During these 500 years of cold, extreme and unpredictable weather in Europe, temperatures rose slightly for brief periods of time. But rather than providing a respite from the cold, the warmer temperatures actually promoted the proliferation of infectious diseases. Chief among them was plague. Estimates suggest that up to half of Europe’s already weakened population was wiped out by devastating epidemics, including the infamous Black Death that began in 1347 and the Great Plague of London in 1665, when people died so quickly that bodies piled up on the sidewalks...
... Bubonic plague is “a disease of nature,” Engelthaler says, meaning that climate and landscape play a vital role in the survival and spread of the bacterium that causes the disease. Rodent and flea population dynamics are driven by many factors, Gage adds, including food availability, disease and climate variables, namely precipitation and temperature. In studies published over the last five years, models and observations have shown that precipitation and temperature strongly influence the spread of plague.
The most important factor in the disease, besides the bacterium, Engelthaler says, is the flea that carries and transmits the disease. Not all species of flea will transfer or maintain the bacterium, and some transmit it better than others. The type of flea that lives on cats, for example, is not a good vector, he says. But the fleas that live on black rats and ground squirrels are great vectors. Furthermore, the fleas that carry Yersinia pestis can only survive for long periods in “optimal” conditions, including warm but not hot temperatures and wet environments. And they can only transmit the bacterium under even more specific conditions, he says. If temperatures get too hot, the biology of the bacterium stops it from spreading, by breaking down the bacterial blockages that have built up in the flea vector’s gut and are considered essential for efficient transmission.
In addition to needing the right type of flea, the right type of host needs to be present to keep the cycle of transfer from flea to host and back to flea going, Engelthaler says. Black rats and prairie dogs die within days of being infected, so they might not be the best hosts, he says. Although ground squirrels also often die from plague, they can carry the bacterium around for months, allowing fleas to transfer the plague bacterium from their dying host to another unsuspecting host.
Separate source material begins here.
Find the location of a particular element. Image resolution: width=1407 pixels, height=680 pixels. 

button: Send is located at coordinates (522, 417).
To get widespread epidemics of the disease, the density of host rodents must first reach a threshold level in a region, Gage says. Then the weather has to cooperate to keep it going and to increase the number of human cases, he says.
In the American Southwest, where plague is prevalent in wild rodents and an average of five to 15 people contract the disease each year, increasing rainfall in late winter and early spring leads to a sizable increase in plague 15 months later, Gage says, as seen in models and observations over the past 50 years. It works in a sort of “trophic cascade,” he says: “Heavy precipitation in early spring leads to more plant growth and more insects, which means more food for the rodents, which leads to more hosts for the [plague-bearing] fleas, and thus more plague.” The other important factor, he says, is lower summer temperatures.
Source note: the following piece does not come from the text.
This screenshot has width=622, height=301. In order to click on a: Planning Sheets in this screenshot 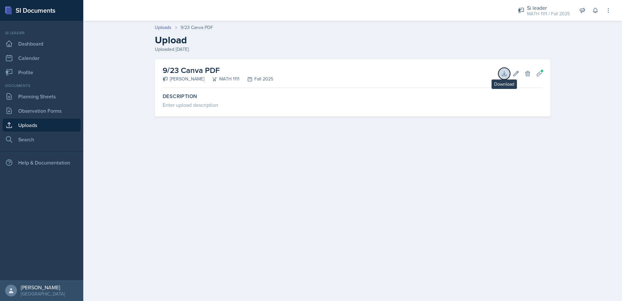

The story is similar in Central Asia, says Nils Chr. Stenseth of the University of Oslo. Infection rates and climate data from 1949 to 1995 in Kazakhstan showed that with just a 1 degree Celsius increase in spring temperatures, plague prevalence in gerbils more than doubled a year or two later, Stenseth says. Wetter summers also led to an increase in plague prevalence the following fall, he says.
Ongoing research in China and other parts of the world is finding a similar trend, Stenseth says, though the exact mechanisms may be slightly different, such as whether spring or summer precipitation or temperature is the driving factor. And models are agreeing with the data. “The general message we’re seeing all over the world is that climate is important,” he says. “Furthermore, climate is changing in a way that will affect human plague cases.”